Did any of you send form 8453 in the end last year?
same problem as kongf2012. How is this not fixed? do we mail or not? "experts" on the phone are just as confusing as this forum
It looks like TurboTax may be finally implementing the e-File of your 1099-B PDF.
In the past that was not supported. I'm not so sure this was available for 2019 returns.
I don't have TurboTax 2020 so I can't see the actual prompts.
Phew!
If your 1099-B PDF file was loaded into TurboTax, don't mail any paper.
It would really help if they put out the correct corresponding messages. There should be a topic announcement posted if this actually works.
If you can't e-file and need to mail your return,
Print the PDF file and attach it to your mailed tax return.
Holy moly this is a frustrating thread. Here I am a year later, new tax season and same problem.
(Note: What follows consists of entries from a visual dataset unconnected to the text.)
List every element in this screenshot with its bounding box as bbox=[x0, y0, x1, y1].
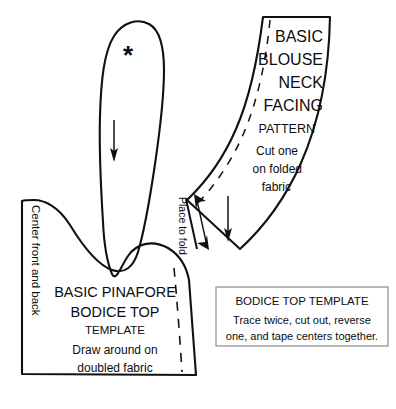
bodice-title-line-3: TEMPLATE bbox=[85, 324, 145, 336]
facing-instruction-line-1: Cut one bbox=[256, 144, 298, 158]
bodice-instruction-line-2: doubled fabric bbox=[77, 361, 152, 375]
facing-instruction-line-2: on folded bbox=[253, 162, 302, 176]
pattern-illustration: * Center front and back BASIC PINAFORE B… bbox=[0, 0, 396, 409]
facing-title-line-4: FACING bbox=[263, 97, 323, 114]
asterisk-marker: * bbox=[123, 40, 134, 70]
facing-title-line-1: BASIC bbox=[275, 28, 323, 45]
bodice-instruction-line-1: Draw around on bbox=[72, 343, 157, 357]
facing-title-line-3: NECK bbox=[279, 74, 324, 91]
bodice-title-line-1: BASIC PINAFORE bbox=[54, 284, 176, 300]
note-box-heading: BODICE TOP TEMPLATE bbox=[235, 295, 368, 307]
note-box: BODICE TOP TEMPLATE Trace twice, cut out… bbox=[216, 287, 388, 346]
facing-subtitle: PATTERN bbox=[259, 122, 315, 136]
facing-instruction-line-3: fabric bbox=[262, 180, 291, 194]
note-box-body-line-2: one, and tape centers together. bbox=[226, 330, 378, 342]
pattern-sheet: * Center front and back BASIC PINAFORE B… bbox=[0, 0, 396, 409]
bodice-title-line-2: BODICE TOP bbox=[71, 304, 160, 320]
facing-title-line-2: BLOUSE bbox=[258, 51, 323, 68]
center-front-and-back-label: Center front and back bbox=[30, 205, 42, 316]
note-box-body-line-1: Trace twice, cut out, reverse bbox=[233, 314, 371, 326]
place-to-fold-label: Place to fold bbox=[177, 197, 189, 255]
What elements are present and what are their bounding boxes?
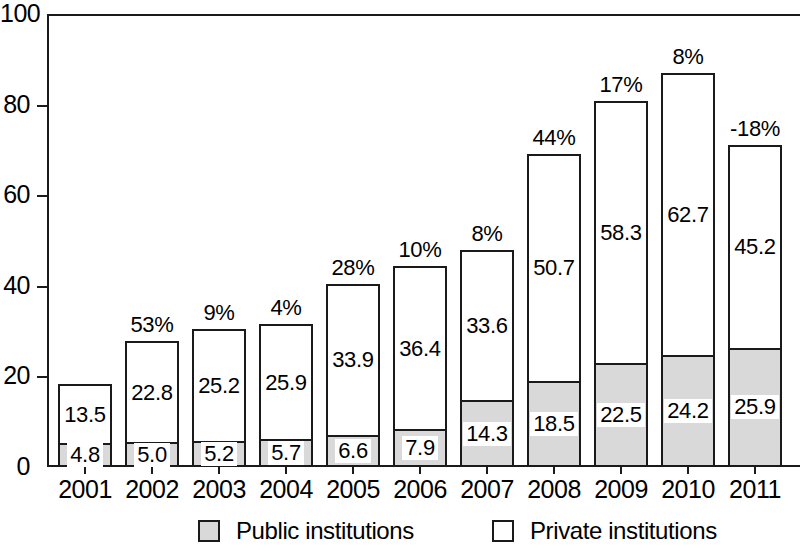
bar-segment-public[interactable]: 5.2 [192,441,246,467]
stacked-bar-chart: 020406080100 13.54.853%22.85.09%25.25.24… [0,0,810,551]
y-axis-label: 100 [0,1,30,26]
bar-value-private: 13.5 [64,404,106,426]
y-axis-label: 80 [0,92,30,117]
bar-value-public: 5.0 [134,443,170,467]
bar-segment-public[interactable]: 4.8 [58,443,112,467]
bar-value-public: 18.5 [530,412,578,436]
x-axis-tick [285,467,287,474]
y-axis-label: 60 [0,182,30,207]
bar-group[interactable]: 8%33.614.3 [460,250,514,467]
growth-percentage-label: 8% [471,223,502,245]
bar-value-public: 7.9 [402,436,438,460]
bar-segment-private[interactable]: 22.8 [125,341,179,444]
bar-segment-private[interactable]: 45.2 [728,145,782,350]
bar-group[interactable]: 44%50.718.5 [527,154,581,467]
chart-legend: Public institutionsPrivate institutions [0,517,810,547]
bar-segment-public[interactable]: 7.9 [393,429,447,467]
bar-segment-public[interactable]: 14.3 [460,400,514,467]
x-axis-tick [151,467,153,474]
growth-percentage-label: 44% [532,127,575,149]
bar-value-private: 22.8 [131,382,173,404]
growth-percentage-label: 53% [130,314,173,336]
y-axis-tick [37,376,47,378]
bar-group[interactable]: 13.54.8 [58,384,112,467]
y-axis-label: 0 [0,454,30,479]
bar-value-public: 6.6 [335,439,371,463]
bar-segment-private[interactable]: 25.9 [259,324,313,441]
bar-segment-public[interactable]: 18.5 [527,381,581,467]
bar-segment-private[interactable]: 58.3 [594,101,648,365]
bar-segment-private[interactable]: 25.2 [192,329,246,443]
bar-value-private: 33.9 [332,349,374,371]
bar-segment-public[interactable]: 6.6 [326,435,380,467]
growth-percentage-label: 9% [203,302,234,324]
y-axis-tick [37,195,47,197]
legend-label-public: Public institutions [236,519,414,543]
bar-segment-private[interactable]: 50.7 [527,154,581,384]
bar-value-private: 58.3 [600,222,642,244]
bar-group[interactable]: 4%25.95.7 [259,324,313,467]
bar-value-public: 25.9 [731,395,779,419]
bar-value-private: 45.2 [734,236,776,258]
growth-percentage-label: -18% [730,118,780,140]
x-axis-tick [352,467,354,474]
y-axis-tick [37,286,47,288]
bar-value-private: 50.7 [533,257,575,279]
bar-segment-private[interactable]: 62.7 [661,73,715,357]
x-axis-tick [419,467,421,474]
bar-segment-private[interactable]: 13.5 [58,384,112,445]
bar-group[interactable]: 28%33.96.6 [326,284,380,467]
x-axis-tick [754,467,756,474]
bar-value-public: 24.2 [664,399,712,423]
bar-segment-public[interactable]: 24.2 [661,355,715,467]
growth-percentage-label: 8% [672,46,703,68]
x-axis-tick [84,467,86,474]
x-axis-tick [687,467,689,474]
bar-segment-private[interactable]: 33.9 [326,284,380,438]
growth-percentage-label: 10% [398,239,441,261]
growth-percentage-label: 4% [270,297,301,319]
bar-value-private: 25.9 [265,372,307,394]
growth-percentage-label: 17% [599,74,642,96]
bar-group[interactable]: 53%22.85.0 [125,341,179,467]
y-axis-label: 40 [0,273,30,298]
bar-group[interactable]: 8%62.724.2 [661,73,715,467]
bar-value-public: 14.3 [463,422,511,446]
bar-segment-public[interactable]: 22.5 [594,363,648,467]
legend-swatch-public [198,520,220,542]
y-axis-label: 20 [0,363,30,388]
growth-percentage-label: 28% [331,257,374,279]
bar-value-public: 5.7 [268,441,304,465]
bar-segment-private[interactable]: 33.6 [460,250,514,402]
bar-group[interactable]: 10%36.47.9 [393,266,447,467]
bar-segment-public[interactable]: 5.7 [259,439,313,467]
legend-swatch-private [492,520,514,542]
x-axis-tick [486,467,488,474]
bar-segment-public[interactable]: 25.9 [728,348,782,467]
bar-value-private: 25.2 [198,375,240,397]
bar-value-public: 22.5 [597,403,645,427]
bar-group[interactable]: 9%25.25.2 [192,329,246,467]
bar-value-private: 36.4 [399,338,441,360]
x-axis-tick [553,467,555,474]
bar-segment-private[interactable]: 36.4 [393,266,447,431]
bars-layer: 13.54.853%22.85.09%25.25.24%25.95.728%33… [47,14,800,467]
legend-item-private[interactable]: Private institutions [492,517,717,545]
x-axis-label-2011: 2011 [710,477,800,502]
bar-segment-public[interactable]: 5.0 [125,442,179,467]
bar-value-public: 4.8 [67,443,103,467]
x-axis-tick [620,467,622,474]
y-axis-tick [37,105,47,107]
bar-group[interactable]: -18%45.225.9 [728,145,782,467]
bar-value-private: 62.7 [667,204,709,226]
legend-label-private: Private institutions [530,519,717,543]
bar-value-private: 33.6 [466,315,508,337]
bar-group[interactable]: 17%58.322.5 [594,101,648,467]
x-axis-tick [218,467,220,474]
legend-item-public[interactable]: Public institutions [198,517,414,545]
bar-value-public: 5.2 [201,442,237,466]
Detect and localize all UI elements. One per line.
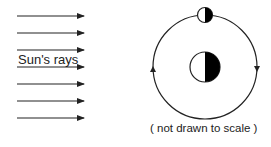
scale-caption: ( not drawn to scale ) [150, 122, 257, 134]
sun-rays [17, 16, 84, 118]
moon-icon [198, 8, 213, 23]
orbit-arrow-down-icon [254, 66, 260, 72]
sun-rays-label: Sun's rays [18, 52, 78, 67]
earth-icon [190, 52, 220, 82]
orbit-arrow-up-icon [150, 66, 156, 72]
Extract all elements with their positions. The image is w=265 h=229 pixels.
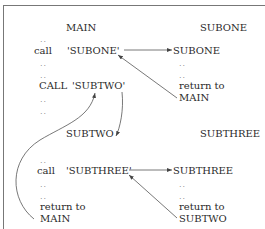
arrow-call-subtwo (116, 92, 123, 136)
arrow-return-subtwo-from-subthree (129, 175, 177, 218)
flow-arrows (0, 0, 265, 229)
arrow-return-main-from-subtwo (16, 93, 95, 219)
arrow-return-main-from-subone (118, 55, 177, 98)
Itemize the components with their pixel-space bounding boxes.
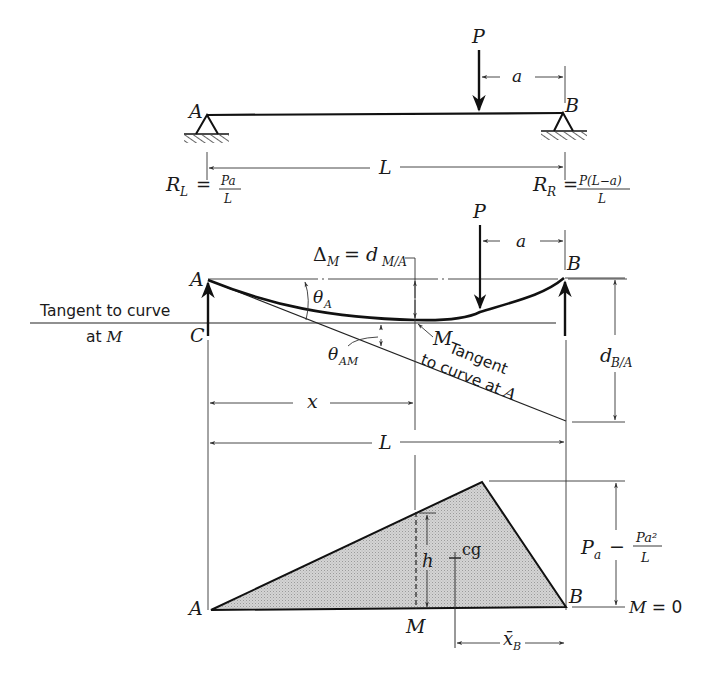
beam-deflection-diagram: A B P a L R L = Pa L R R = P(L−a) [0, 0, 709, 673]
svg-text:Δ: Δ [313, 243, 327, 265]
svg-text:B: B [512, 640, 521, 653]
svg-text:a: a [594, 548, 601, 562]
dimension-l-label-deflected: L [378, 431, 392, 453]
cg-label: cg [462, 540, 481, 559]
svg-text:Pa: Pa [220, 174, 236, 188]
svg-text:L: L [597, 192, 606, 206]
peak-moment-formula: P a − Pa² L [580, 530, 662, 565]
svg-text:=: = [563, 174, 578, 195]
svg-text:L: L [179, 185, 188, 199]
svg-text:x̄: x̄ [503, 628, 513, 649]
svg-text:P: P [580, 536, 595, 558]
point-c-label: C [190, 324, 205, 346]
svg-text:R: R [546, 185, 556, 199]
theta-am-label: θ [328, 344, 338, 364]
theta-a-arc [305, 282, 308, 320]
tangent-m-label: Tangent to curve [39, 302, 170, 320]
right-reaction-formula: R R = P(L−a) L [532, 173, 630, 206]
svg-text:A: A [323, 298, 332, 311]
moment-point-b: B [568, 585, 583, 607]
svg-text:= d: = d [344, 243, 378, 265]
dimension-x-label: x [307, 390, 318, 412]
svg-text:R: R [165, 173, 180, 195]
dimension-a-label: a [512, 66, 522, 86]
point-a-label: A [187, 100, 203, 122]
point-b-label: B [564, 94, 579, 116]
zero-moment-label: M = 0 [628, 597, 682, 617]
theta-a-label: θ [313, 287, 323, 307]
dimension-a-label-deflected: a [516, 231, 526, 251]
svg-text:R: R [532, 173, 547, 195]
left-reaction-formula: R L = Pa L [165, 173, 241, 206]
deflection-panel: P a A B C Tangent to curve at M Δ M = d … [30, 200, 633, 610]
elastic-curve [208, 278, 564, 320]
tangent-m-label-line2: at M [86, 328, 124, 346]
point-m-pointer [418, 324, 433, 337]
moment-point-m: M [405, 615, 426, 637]
xbar-b-label: x̄ B [503, 628, 521, 653]
point-a-deflected: A [188, 268, 204, 290]
right-pin-support [541, 113, 587, 140]
load-label: P [471, 25, 486, 47]
svg-text:P(L−a): P(L−a) [578, 174, 622, 188]
svg-text:AM: AM [338, 355, 359, 368]
load-label-deflected: P [472, 200, 487, 222]
d-ba-label: d B/A [600, 344, 633, 370]
svg-text:L: L [640, 550, 650, 565]
moment-panel: h cg A B M x̄ B P a − Pa² L M = 0 [187, 455, 682, 653]
dimension-l-label: L [378, 156, 392, 178]
svg-text:Pa²: Pa² [635, 530, 657, 545]
svg-text:−: − [609, 535, 625, 557]
delta-m-formula: Δ M = d M/A [313, 243, 407, 269]
svg-text:M: M [326, 255, 340, 269]
h-label: h [422, 550, 434, 571]
svg-text:=: = [196, 174, 211, 195]
svg-text:M/A: M/A [381, 255, 407, 269]
beam [207, 113, 563, 115]
svg-text:L: L [223, 192, 232, 206]
point-b-deflected: B [566, 252, 581, 274]
svg-text:B/A: B/A [610, 356, 633, 370]
moment-triangle [211, 482, 566, 610]
moment-point-a: A [187, 597, 203, 619]
loading-panel: A B P a L R L = Pa L R R = P(L−a) [165, 25, 630, 206]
I was able to successfully upload my 1099 PDF to TT but its instructing me to send it in through the mail. Do I have to or not?
I'm only doing the summarize method of reporting in the first place because of a whole other TurboTax bug with importing from M1 Finance that results in an endless loop.
Most frustrating tax season yet.
Did anyone last year end up having to snail mail in form 8453 with their 1099? I'm thinking about just sending it in anyway just to be safe. There's legitimately no way to know the answer based of of this thread and TT's guidance. Wow.
The "experts" are unbelievably frustrating.
I haven't started my taxes this year but it's sad to hear this bug has not been fixed. I didn't snail mail my Form 8453 to the IRS last year, and they never contacted me about it. I figured the brokerage sends the same 1099 information to the IRS, and the information isn't going to change the tax due, so if TurboTax really didn't send the file I just took my chances that the IRS wouldn't bother me about it.
TurboTax does NOT currently have the capability to attach a PDF file of a brokerage statement (or any other PDF file) to a return. Only the professional packages can do this (ProSeries, ProConnect, Lacerte).
What you were doing was importing the information from the brokerage statement into the actual return itself to populate Form 8949 and Schedule D. Just the numbers are imported, not the form itself.
If you choose to enter summaries for each category of transaction, you must send the brokerage statement to the IRS, with Form 8453 as a transmittal. TurboTax will give you instructions when you have completed entering the transaction summaries.
It may take the IRS a few years to catch up with you if you don't send in the brokerage statement and Form 8453. They are currently sending out letters for 2018 returns.